Canne della Battaglia is worth visiting for visitors with interest in ancient military history or Roman history. The landscape comprehension — seeing the flat Ofanto plain where the encirclement occurred and understanding how Hannibal used the terrain — is the primary reward. The medieval village ruins and the museum provide context. For general travellers without specific ancient history interest, the site is austere and requires supplementary knowledge to appreciate fully; the museum helps significantly. Best combined with Barletta and Trani to create a complete day rather than a standalone visit.
Canne della Battaglia + Barletta + Trani + Castel del Monte — the Barletta-Trani-Andria circuit in a day.
Plan my Puglia trip →The immediate aftermath of Cannae was catastrophic for Rome: approximately one-third of the Roman Senate had been killed in the battle; the road to Rome appeared open; Capua and several other Italian cities defected to Hannibal. The most remarkable aspect of Roman history is what happened next: Rome did not collapse. The Senate refused to negotiate, assembled new armies from younger men and freedmen, and adopted a strategy of attrition under the dictator Fabius Maximus (avoiding major battle, cutting off Hannibal's supply lines). Over 14 more years, Hannibal won no decisive strategic victory despite remaining in Italy. Rome eventually invaded Carthage directly (under Scipio Africanus), forcing Hannibal to return. Scipio defeated Hannibal at the Battle of Zama (202 BC). The Cannae disaster ultimately produced the Roman commander who ended the war.

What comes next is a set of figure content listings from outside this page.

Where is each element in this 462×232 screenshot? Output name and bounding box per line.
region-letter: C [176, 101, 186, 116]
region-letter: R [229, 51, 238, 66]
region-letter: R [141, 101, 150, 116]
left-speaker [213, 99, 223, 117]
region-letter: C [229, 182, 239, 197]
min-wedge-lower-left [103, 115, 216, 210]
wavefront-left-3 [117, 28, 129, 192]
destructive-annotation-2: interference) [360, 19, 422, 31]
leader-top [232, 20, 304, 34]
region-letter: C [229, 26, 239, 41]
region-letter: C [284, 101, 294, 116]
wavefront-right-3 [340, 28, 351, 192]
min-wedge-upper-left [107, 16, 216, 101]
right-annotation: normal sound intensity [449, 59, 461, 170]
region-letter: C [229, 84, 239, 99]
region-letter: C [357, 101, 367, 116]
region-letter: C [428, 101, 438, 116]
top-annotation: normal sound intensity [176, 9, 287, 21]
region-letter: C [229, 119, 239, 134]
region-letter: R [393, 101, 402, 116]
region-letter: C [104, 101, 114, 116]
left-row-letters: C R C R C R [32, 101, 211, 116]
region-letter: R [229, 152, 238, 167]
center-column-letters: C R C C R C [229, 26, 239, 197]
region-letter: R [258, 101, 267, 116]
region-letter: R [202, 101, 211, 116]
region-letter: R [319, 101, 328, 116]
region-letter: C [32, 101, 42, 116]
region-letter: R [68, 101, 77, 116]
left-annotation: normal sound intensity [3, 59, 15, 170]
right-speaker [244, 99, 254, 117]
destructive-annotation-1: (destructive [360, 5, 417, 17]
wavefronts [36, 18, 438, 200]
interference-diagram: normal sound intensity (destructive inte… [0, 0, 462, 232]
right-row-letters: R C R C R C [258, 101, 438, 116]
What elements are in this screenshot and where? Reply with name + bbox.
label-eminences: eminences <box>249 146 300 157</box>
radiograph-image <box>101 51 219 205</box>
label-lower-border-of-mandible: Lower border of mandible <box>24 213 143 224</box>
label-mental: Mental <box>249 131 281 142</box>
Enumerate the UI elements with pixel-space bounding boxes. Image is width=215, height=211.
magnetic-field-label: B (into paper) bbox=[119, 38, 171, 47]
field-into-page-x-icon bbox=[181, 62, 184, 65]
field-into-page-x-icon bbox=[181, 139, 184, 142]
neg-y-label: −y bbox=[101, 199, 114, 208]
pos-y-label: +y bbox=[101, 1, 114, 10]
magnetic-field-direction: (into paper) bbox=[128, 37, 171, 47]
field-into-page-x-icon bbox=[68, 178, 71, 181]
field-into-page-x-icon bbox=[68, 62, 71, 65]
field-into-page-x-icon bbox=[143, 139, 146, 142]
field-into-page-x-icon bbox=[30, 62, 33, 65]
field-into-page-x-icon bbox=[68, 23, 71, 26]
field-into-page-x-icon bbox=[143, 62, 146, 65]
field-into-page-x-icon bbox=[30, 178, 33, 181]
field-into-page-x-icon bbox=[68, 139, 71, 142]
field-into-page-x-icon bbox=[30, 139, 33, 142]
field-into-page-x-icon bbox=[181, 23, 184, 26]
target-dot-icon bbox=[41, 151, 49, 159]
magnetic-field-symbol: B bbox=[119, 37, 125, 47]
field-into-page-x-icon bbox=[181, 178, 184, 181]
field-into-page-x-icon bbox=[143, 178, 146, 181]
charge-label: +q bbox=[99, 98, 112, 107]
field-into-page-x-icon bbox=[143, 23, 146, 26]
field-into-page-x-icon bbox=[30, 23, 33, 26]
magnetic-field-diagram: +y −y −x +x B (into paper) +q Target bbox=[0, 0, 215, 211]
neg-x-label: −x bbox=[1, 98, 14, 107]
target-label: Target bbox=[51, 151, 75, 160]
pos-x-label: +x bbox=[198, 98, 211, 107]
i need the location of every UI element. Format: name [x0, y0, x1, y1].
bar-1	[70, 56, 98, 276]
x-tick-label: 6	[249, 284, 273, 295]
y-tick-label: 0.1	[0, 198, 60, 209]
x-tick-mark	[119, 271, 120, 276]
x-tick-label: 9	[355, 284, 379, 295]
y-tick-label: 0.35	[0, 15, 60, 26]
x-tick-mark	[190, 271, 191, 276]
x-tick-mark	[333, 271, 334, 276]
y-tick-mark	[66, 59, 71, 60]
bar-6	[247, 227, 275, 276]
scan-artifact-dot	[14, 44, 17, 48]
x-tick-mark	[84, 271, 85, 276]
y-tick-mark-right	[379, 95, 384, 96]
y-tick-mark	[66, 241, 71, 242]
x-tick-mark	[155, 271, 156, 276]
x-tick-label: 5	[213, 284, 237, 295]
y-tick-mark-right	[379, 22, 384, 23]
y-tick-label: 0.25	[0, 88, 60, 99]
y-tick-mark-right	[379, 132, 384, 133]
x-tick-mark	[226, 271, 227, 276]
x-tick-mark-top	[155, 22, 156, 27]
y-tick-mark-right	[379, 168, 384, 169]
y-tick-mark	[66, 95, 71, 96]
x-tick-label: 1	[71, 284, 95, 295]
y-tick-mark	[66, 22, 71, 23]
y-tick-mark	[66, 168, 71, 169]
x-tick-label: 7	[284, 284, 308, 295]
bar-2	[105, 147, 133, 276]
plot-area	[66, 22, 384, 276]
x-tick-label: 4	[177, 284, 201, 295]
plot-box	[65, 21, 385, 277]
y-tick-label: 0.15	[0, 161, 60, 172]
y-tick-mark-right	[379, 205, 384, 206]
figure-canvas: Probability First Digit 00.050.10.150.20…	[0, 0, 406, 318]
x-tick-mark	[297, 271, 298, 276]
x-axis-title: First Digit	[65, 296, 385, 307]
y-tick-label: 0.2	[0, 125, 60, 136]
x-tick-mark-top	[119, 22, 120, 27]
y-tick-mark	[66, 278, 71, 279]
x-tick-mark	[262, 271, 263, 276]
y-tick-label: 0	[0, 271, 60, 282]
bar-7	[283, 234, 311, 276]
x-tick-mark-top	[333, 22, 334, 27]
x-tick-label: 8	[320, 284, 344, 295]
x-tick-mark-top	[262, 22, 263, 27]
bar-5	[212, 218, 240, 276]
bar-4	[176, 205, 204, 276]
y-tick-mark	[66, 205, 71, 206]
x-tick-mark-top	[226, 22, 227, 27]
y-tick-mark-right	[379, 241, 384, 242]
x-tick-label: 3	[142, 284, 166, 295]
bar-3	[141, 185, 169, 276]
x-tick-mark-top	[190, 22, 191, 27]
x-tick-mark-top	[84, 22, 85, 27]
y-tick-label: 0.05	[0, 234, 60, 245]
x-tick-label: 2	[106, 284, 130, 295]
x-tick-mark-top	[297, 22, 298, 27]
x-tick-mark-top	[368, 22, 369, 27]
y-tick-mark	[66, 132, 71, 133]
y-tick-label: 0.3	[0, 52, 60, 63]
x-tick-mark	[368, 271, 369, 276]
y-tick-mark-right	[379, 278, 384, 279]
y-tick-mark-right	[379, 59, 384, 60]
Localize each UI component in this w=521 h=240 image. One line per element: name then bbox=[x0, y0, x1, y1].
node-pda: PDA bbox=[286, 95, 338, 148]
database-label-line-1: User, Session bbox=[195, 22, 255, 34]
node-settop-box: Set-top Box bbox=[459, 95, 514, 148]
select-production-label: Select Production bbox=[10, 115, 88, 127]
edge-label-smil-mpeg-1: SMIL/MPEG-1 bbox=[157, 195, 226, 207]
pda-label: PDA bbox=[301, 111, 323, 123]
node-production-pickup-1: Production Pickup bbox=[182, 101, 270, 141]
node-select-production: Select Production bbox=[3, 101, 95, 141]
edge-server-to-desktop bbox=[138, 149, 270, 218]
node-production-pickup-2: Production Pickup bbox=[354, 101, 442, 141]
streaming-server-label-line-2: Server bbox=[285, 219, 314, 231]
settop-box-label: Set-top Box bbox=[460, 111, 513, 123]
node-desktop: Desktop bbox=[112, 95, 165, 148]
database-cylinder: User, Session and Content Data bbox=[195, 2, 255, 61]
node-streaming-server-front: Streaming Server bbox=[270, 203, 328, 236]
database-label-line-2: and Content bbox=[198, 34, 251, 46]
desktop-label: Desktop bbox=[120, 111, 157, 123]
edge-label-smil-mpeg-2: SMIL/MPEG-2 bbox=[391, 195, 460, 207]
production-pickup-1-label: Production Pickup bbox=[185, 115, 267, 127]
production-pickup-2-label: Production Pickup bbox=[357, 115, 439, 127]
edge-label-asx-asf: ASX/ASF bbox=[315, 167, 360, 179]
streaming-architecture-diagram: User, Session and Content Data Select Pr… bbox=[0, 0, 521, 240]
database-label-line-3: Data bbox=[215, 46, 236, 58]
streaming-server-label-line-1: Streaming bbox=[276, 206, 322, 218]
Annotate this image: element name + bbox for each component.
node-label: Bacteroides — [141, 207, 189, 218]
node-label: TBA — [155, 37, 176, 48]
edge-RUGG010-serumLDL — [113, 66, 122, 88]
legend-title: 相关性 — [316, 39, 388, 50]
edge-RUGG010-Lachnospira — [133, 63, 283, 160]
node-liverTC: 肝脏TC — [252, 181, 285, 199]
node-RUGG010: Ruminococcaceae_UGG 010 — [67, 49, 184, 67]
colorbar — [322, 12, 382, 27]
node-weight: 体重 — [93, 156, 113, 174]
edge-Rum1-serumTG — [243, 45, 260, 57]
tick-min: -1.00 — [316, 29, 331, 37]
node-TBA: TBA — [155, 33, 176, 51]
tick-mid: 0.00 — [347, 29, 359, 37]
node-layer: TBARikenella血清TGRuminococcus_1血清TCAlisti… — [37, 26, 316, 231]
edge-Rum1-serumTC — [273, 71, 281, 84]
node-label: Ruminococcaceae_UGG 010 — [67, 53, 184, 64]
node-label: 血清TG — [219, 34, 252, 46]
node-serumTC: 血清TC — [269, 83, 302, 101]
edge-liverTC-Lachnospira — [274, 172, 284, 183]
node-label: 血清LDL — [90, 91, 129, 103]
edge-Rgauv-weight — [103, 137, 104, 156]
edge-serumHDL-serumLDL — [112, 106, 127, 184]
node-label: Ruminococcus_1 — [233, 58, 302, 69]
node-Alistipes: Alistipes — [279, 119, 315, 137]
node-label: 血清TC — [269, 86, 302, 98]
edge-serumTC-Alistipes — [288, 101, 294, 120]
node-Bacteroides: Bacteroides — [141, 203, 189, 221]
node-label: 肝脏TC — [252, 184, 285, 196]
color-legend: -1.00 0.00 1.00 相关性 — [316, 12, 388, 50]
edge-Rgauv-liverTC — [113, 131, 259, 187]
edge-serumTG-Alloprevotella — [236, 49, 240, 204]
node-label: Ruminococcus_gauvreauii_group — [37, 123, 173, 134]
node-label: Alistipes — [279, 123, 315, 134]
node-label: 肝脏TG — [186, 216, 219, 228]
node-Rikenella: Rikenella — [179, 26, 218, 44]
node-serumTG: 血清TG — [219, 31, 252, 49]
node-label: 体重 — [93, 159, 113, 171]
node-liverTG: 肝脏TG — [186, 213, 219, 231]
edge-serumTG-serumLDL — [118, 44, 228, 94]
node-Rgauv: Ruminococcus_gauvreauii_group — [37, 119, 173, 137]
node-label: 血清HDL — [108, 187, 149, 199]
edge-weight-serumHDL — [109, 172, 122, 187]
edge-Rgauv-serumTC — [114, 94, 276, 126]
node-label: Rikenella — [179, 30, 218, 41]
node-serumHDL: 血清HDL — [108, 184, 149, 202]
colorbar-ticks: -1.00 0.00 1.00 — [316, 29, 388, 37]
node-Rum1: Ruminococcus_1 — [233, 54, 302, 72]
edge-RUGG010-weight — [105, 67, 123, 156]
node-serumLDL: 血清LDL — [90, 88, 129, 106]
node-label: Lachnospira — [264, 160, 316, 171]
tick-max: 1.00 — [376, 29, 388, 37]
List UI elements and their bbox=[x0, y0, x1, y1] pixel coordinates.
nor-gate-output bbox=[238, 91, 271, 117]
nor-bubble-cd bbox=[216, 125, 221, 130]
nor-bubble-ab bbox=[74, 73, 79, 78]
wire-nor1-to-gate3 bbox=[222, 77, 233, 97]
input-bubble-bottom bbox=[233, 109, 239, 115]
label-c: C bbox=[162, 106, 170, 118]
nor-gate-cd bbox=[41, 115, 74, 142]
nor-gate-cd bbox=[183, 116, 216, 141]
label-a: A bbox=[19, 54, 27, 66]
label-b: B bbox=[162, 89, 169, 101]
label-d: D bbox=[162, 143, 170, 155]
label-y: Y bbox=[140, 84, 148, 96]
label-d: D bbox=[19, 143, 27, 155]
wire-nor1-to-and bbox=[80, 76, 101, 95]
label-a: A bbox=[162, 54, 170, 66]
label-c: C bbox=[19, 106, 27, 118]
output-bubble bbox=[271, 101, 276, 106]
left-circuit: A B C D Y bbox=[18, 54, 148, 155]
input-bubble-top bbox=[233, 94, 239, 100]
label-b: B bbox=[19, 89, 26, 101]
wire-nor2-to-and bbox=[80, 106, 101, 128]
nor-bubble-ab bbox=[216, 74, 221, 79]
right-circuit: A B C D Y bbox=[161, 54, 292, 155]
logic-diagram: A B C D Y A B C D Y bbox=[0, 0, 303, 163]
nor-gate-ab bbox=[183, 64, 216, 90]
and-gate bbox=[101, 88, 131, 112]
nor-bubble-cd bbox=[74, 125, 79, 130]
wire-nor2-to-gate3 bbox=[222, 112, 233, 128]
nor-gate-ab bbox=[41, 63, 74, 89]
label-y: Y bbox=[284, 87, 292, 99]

The Colossus of Barletta (Colosso di Barletta) is a large bronze statue (5.11 metres tall, approximately 16 tonnes) displayed on a street corner in central Barletta, 10 km from Canne della Battaglia. It depicts a late Roman emperor (variously identified as Heraclius, Valentinian I, or Marcian — identification is debated) in full imperial regalia: armour, cloak, crown, cross in one hand. The statue dates to the 4th–5th century AD and is the largest surviving outdoor ancient bronze statue in Europe. It arrived in Barletta after the sack of Constantinople in 1204 (Fourth Crusade) and was intended for Venice; the ship carrying it was wrecked and the statue recovered on the Puglia coast. It has stood in Barletta ever since.
The battlefield of Cannae has produced archaeological material consistent with the ancient sources, though the exact positions are debated. Roman-era weapons (spearheads, sword fragments), belt fittings, and armour pieces have been found in the fields around the hill and along the Ofanto river margins. The archaeological challenges are significant: the battle area covers several square kilometres of flat plain, 2,200 years of agricultural ploughing have dispersed the surface material, and systematic metal-detector survey has been limited by the agricultural activity. The finds currently in the museum provide the best evidence for weapon types used; no mass grave comparable to the Roman battlefield at Kalkriese (Teutoburg Forest) has been identified at Cannae.
The Ofanto (ancient Aufidus) is the main river of Puglia, rising in the Campanian Apennines and flowing approximately 170 km east to the Adriatic near Barletta. In antiquity it marked the boundary between the Apulian plain and the Samnite highlands. The Ofanto valley was one of the primary grain-producing zones of Roman Italy — the Puglia wheat that fed Rome was grown and shipped from this territory. The Battle of Cannae occurred on the Ofanto plain specifically because the flat, open terrain gave both armies maximum visibility and movement freedom; Hannibal's encirclement manoeuvre required exactly this kind of ground. The river is now a protected natural environment (Regional Park of the Ofanto River) for its remaining riparian woodland and bird populations.